Hours at 30°C Fig. 2: Normalized fl uorescence anisotropy of reconstituted circadian clock system.

The extended in vitro clock is a free-standing oscillating system whose phases remain coherent for several days without user intervention. The system allowed for observations in real time of the rhythmic behaviors of several clock components in parallel and rhythmically activate the interaction of a transcription factor with a promoter element on DNA. The utility of the system to answer questions about how downstream signal transduction components are coupled to the KaiABC oscillator was investigated. As an example, experiments were performed to determine the mechanistic origin of clock disruption in arrhythmic S. elongatus mutant RpaA-R121Q. This mutant was originally thought to be a crm1 transposon-insertion mutant.5 Further analysis revealed the presence of a single nucleotide polymorphism in the rpaA gene that resulted in an arginine to glutamine substitution at position 121 in RpaA.

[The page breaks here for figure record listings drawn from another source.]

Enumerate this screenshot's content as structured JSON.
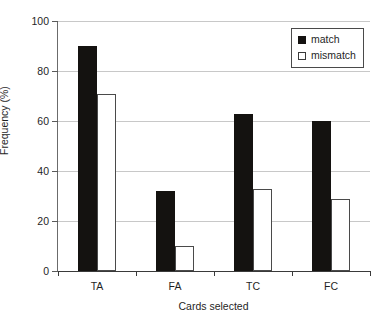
{
  "chart_data": {
    "type": "bar",
    "title": "",
    "xlabel": "Cards selected",
    "ylabel": "Frequency (%)",
    "categories": [
      "TA",
      "FA",
      "TC",
      "FC"
    ],
    "series": [
      {
        "name": "match",
        "values": [
          90,
          32,
          63,
          60
        ],
        "color": "#141210"
      },
      {
        "name": "mismatch",
        "values": [
          71,
          10,
          33,
          29
        ],
        "color": "#ffffff"
      }
    ],
    "ylim": [
      0,
      100
    ],
    "yticks": [
      0,
      20,
      40,
      60,
      80,
      100
    ],
    "ytick_labels": [
      "0",
      "20",
      "40",
      "60",
      "80",
      "100"
    ],
    "grid": true,
    "legend_position": "top-right",
    "legend_entries": [
      "match",
      "mismatch"
    ]
  }
}
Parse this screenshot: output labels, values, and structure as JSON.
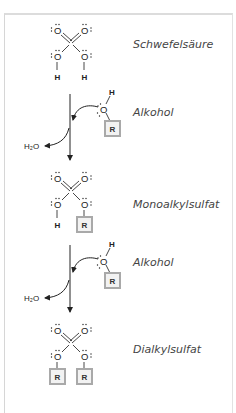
{
  "diagram": {
    "title": "",
    "steps": [
      {
        "kind": "molecule",
        "name": "Schwefelsäure",
        "label": "Schwefelsäure",
        "atoms": {
          "top_left": "O",
          "top_right": "O",
          "bottom_left": "O",
          "bottom_right": "O",
          "sub_left": "H",
          "sub_right": "H"
        }
      },
      {
        "kind": "reaction",
        "reagent_label": "Alkohol",
        "reagent": {
          "o": "O",
          "h": "H",
          "r": "R"
        },
        "byproduct": "H₂O"
      },
      {
        "kind": "molecule",
        "name": "Monoalkylsulfat",
        "label": "Monoalkylsulfat",
        "atoms": {
          "top_left": "O",
          "top_right": "O",
          "bottom_left": "O",
          "bottom_right": "O",
          "sub_left": "H",
          "sub_right": "R"
        }
      },
      {
        "kind": "reaction",
        "reagent_label": "Alkohol",
        "reagent": {
          "o": "O",
          "h": "H",
          "r": "R"
        },
        "byproduct": "H₂O"
      },
      {
        "kind": "molecule",
        "name": "Dialkylsulfat",
        "label": "Dialkylsulfat",
        "atoms": {
          "top_left": "O",
          "top_right": "O",
          "bottom_left": "O",
          "bottom_right": "O",
          "sub_left": "R",
          "sub_right": "R"
        }
      }
    ],
    "colors": {
      "frame": "#dcdcdc",
      "r_box_fill": "#f2f2f2",
      "r_box_border": "#a9a9a9",
      "label_text": "#444444"
    }
  }
}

Reconstruction of the rpaA-R121Q allele in a wild-type reporter strain displayed the same arrhythmic phenotype which confirmed that mutation of rpaA and not crm1 was responsible for disruption of the clock function (Fig. 3)Fig. 3: Defect in DNA binding for RpaA-R121Q mutant.

 

Conclusion

The fluorescence polarization measurements of the in vitro circadian clock in this study allowed hundreds of in vitro reactions to be monitored in real time using a BMG CLARIOstar® microplate reader with a time resolution of minutes. The performance of these assays on a microplate reader delivers significant improvements over conventional analysis by denaturing polyacrylamide gel electrophoresis typically performed after completion of incubations with in vitro clock components. The fluorescence polarization method is not only more sensitive but allows for real time monitoring of all in vitro clock components at scale. 

The system serves as a platform for different experimental approaches to study this circadian clock including mathematical modeling related to time control of physiology and metabolism, work in artificial cells, and subsequent engineering of components for synthetic biology applications. It provides an ideal environment to explore the mechanisms involved in the overall operation of this biological clock and its related circadian rhythms.

References

  1. Chavan, A.G. et al. Science. (2021) 374:(6564): eabd4453. 
  2. Heisler, J. et al.  Methods Protoc. (2019) 2(2):42.
  3. Lakowicz, J.R. Principles of fl uorescence spectroscopy, 3rd edition, Springer: Berlin, Germany, 2006.
  4. Iwasaki, H. et al.  Proceedings of the National Academy of Sciences USA (2002) 99: 15788-15793.
  5. Boyd, J.S. et al. Proceedings of the National Academy of Sciences USA (2013) 110: 13950-13955.